Judge Carney says the Second Amendment provides a fundamental constitutional right for law-abiding citizens to keep and bear arms for self-defense. The judge is correct that there are no historical analogue laws with the particular laws litigated in this case at the time of the founding in the early eighteenth century.
The 3 places designated as “sensitive places” per the Bruen decision were designated as such because the government provides comprehensive security in all three. They are:
- · Court Houses
- · Legislative Assemblies
- · Polling places
Schools, at the time of the founding, were not gun free zones. Adults were allowed to carry guns but students might well have been restricted from carrying guns by adults because of the “loco parentis” doctrine.
Likewise there were no laws at the time of the founding against guns in hospitals and medical facilities.
I agree it’s simply absurd that people can’t carry a gun in a facility that serves alcohol when at the time of the founding the entire American revolution was really planned in taverns like Sam Adams taverns in Boston and Francis tavern in New York City.
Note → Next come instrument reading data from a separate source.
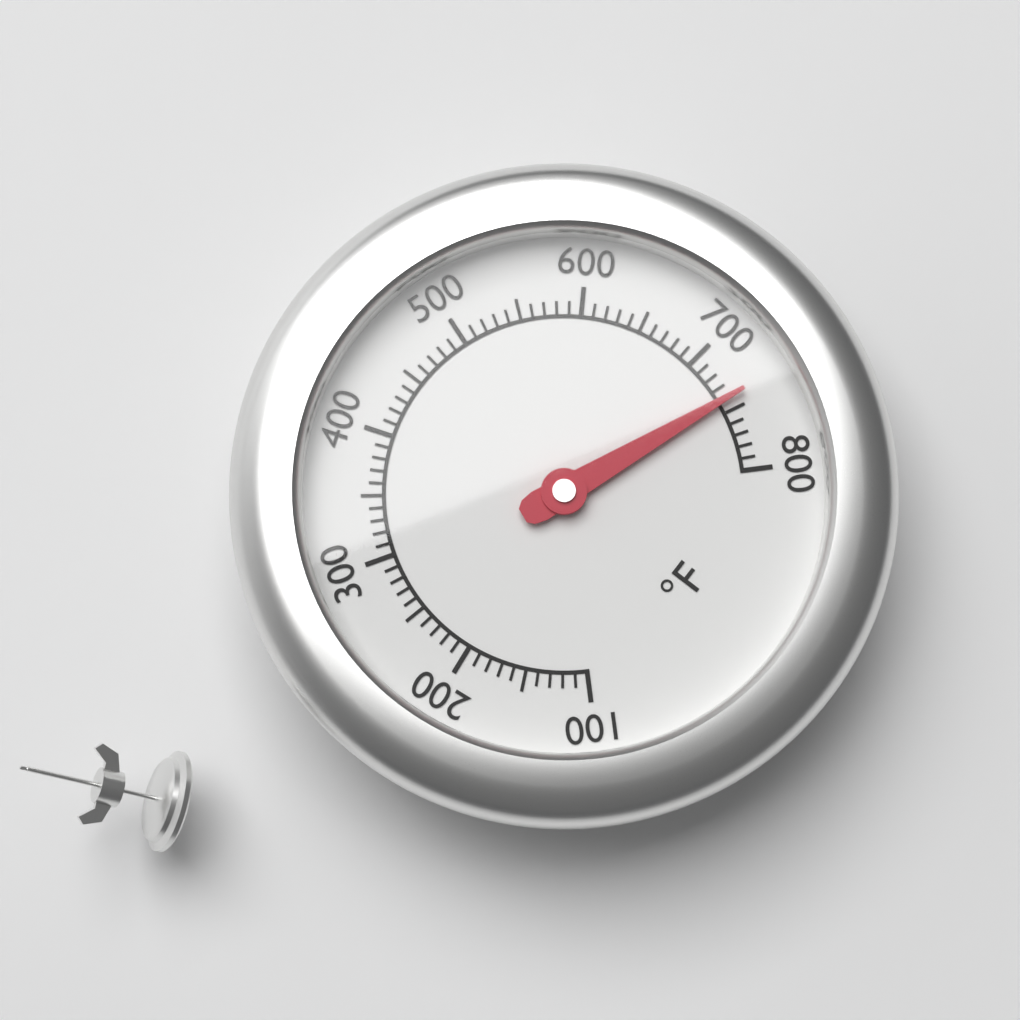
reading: 740 °F
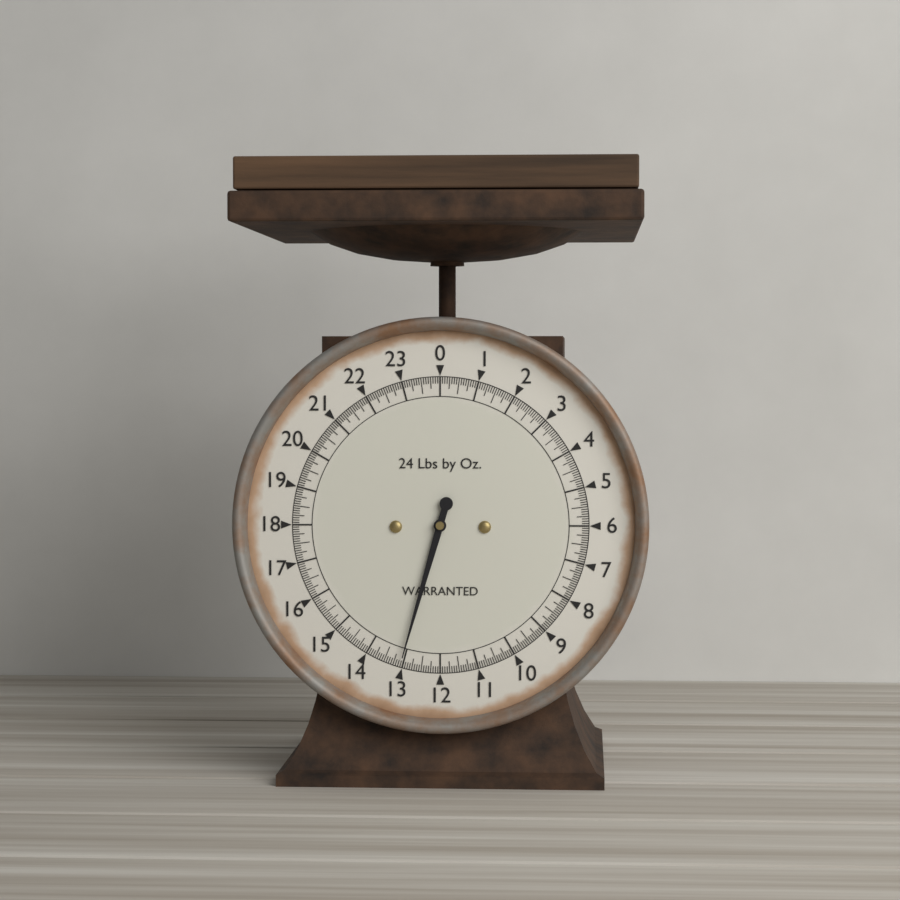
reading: 13.0625 lb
The assumption was that people would bring their guns into places like churches due to fear of an Indian attack. However, public transportation can regulate the absence of guns on their private property because they, unlike governments, are not restricted by the Second Amendment.
I suspect the inconsistencies and governmental infringements evolving from attempts by governments to utilize the Bruen examples of “sensitive places” to designate as many gun-free zones as possible will evaporate when SCOTUS revisits the issue.